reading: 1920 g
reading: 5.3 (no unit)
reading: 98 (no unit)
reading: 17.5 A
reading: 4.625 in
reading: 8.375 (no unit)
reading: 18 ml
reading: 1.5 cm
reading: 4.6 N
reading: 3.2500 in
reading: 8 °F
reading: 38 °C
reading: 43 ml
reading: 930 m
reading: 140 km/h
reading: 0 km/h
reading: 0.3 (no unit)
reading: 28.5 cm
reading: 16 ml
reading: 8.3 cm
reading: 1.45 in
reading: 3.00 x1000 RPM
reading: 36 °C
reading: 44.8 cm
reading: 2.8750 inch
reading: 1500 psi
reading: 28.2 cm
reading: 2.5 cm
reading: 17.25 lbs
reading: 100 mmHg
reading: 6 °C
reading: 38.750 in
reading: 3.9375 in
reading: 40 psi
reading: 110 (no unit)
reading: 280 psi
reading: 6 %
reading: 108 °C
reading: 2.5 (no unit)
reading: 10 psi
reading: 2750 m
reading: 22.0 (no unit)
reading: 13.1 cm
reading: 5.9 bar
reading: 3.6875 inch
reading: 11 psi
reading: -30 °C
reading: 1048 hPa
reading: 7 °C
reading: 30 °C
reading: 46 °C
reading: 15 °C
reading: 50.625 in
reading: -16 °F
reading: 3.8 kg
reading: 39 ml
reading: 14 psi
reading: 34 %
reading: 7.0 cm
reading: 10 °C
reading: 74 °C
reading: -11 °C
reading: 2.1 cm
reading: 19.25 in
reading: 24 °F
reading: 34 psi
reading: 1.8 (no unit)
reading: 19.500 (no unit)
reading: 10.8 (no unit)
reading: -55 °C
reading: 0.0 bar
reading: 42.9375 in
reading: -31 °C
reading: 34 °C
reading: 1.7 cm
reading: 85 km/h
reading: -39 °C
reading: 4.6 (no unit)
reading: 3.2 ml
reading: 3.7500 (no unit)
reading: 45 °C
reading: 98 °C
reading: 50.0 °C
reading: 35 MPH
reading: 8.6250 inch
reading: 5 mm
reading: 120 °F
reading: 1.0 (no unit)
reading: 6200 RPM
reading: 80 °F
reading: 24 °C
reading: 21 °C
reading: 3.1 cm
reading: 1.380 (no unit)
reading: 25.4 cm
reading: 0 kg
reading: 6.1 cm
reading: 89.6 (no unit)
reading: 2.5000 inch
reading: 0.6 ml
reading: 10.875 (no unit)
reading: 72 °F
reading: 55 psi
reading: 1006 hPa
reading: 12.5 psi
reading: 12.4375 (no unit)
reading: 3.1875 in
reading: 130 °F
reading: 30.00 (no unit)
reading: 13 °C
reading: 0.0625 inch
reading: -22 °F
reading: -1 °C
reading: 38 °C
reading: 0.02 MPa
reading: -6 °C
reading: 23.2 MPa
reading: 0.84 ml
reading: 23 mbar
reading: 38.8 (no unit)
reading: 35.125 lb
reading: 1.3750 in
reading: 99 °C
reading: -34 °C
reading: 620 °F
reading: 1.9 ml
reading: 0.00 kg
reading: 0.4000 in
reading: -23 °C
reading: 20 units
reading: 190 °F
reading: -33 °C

--------

Exactly as they appear above, copy out all the records.

reading: 1920 g
reading: 5.3 (no unit)
reading: 98 (no unit)
reading: 17.5 A
reading: 4.625 in
reading: 8.375 (no unit)
reading: 18 ml
reading: 1.5 cm
reading: 4.6 N
reading: 3.2500 in
reading: 8 °F
reading: 38 °C
reading: 43 ml
reading: 930 m
reading: 140 km/h
reading: 0 km/h
reading: 0.3 (no unit)
reading: 28.5 cm
reading: 16 ml
reading: 8.3 cm
reading: 1.45 in
reading: 3.00 x1000 RPM
reading: 36 °C
reading: 44.8 cm
reading: 2.8750 inch
reading: 1500 psi
reading: 28.2 cm
reading: 2.5 cm
reading: 17.25 lbs
reading: 100 mmHg
reading: 6 °C
reading: 38.750 in
reading: 3.9375 in
reading: 40 psi
reading: 110 (no unit)
reading: 280 psi
reading: 6 %
reading: 108 °C
reading: 2.5 (no unit)
reading: 10 psi
reading: 2750 m
reading: 22.0 (no unit)
reading: 13.1 cm
reading: 5.9 bar
reading: 3.6875 inch
reading: 11 psi
reading: -30 °C
reading: 1048 hPa
reading: 7 °C
reading: 30 °C
reading: 46 °C
reading: 15 °C
reading: 50.625 in
reading: -16 °F
reading: 3.8 kg
reading: 39 ml
reading: 14 psi
reading: 34 %
reading: 7.0 cm
reading: 10 °C
reading: 74 °C
reading: -11 °C
reading: 2.1 cm
reading: 19.25 in
reading: 24 °F
reading: 34 psi
reading: 1.8 (no unit)
reading: 19.500 (no unit)
reading: 10.8 (no unit)
reading: -55 °C
reading: 0.0 bar
reading: 42.9375 in
reading: -31 °C
reading: 34 °C
reading: 1.7 cm
reading: 85 km/h
reading: -39 °C
reading: 4.6 (no unit)
reading: 3.2 ml
reading: 3.7500 (no unit)
reading: 45 °C
reading: 98 °C
reading: 50.0 °C
reading: 35 MPH
reading: 8.6250 inch
reading: 5 mm
reading: 120 °F
reading: 1.0 (no unit)
reading: 6200 RPM
reading: 80 °F
reading: 24 °C
reading: 21 °C
reading: 3.1 cm
reading: 1.380 (no unit)
reading: 25.4 cm
reading: 0 kg
reading: 6.1 cm
reading: 89.6 (no unit)
reading: 2.5000 inch
reading: 0.6 ml
reading: 10.875 (no unit)
reading: 72 °F
reading: 55 psi
reading: 1006 hPa
reading: 12.5 psi
reading: 12.4375 (no unit)
reading: 3.1875 in
reading: 130 °F
reading: 30.00 (no unit)
reading: 13 °C
reading: 0.0625 inch
reading: -22 °F
reading: -1 °C
reading: 38 °C
reading: 0.02 MPa
reading: -6 °C
reading: 23.2 MPa
reading: 0.84 ml
reading: 23 mbar
reading: 38.8 (no unit)
reading: 35.125 lb
reading: 1.3750 in
reading: 99 °C
reading: -34 °C
reading: 620 °F
reading: 1.9 ml
reading: 0.00 kg
reading: 0.4000 in
reading: -23 °C
reading: 20 units
reading: 190 °F
reading: -33 °C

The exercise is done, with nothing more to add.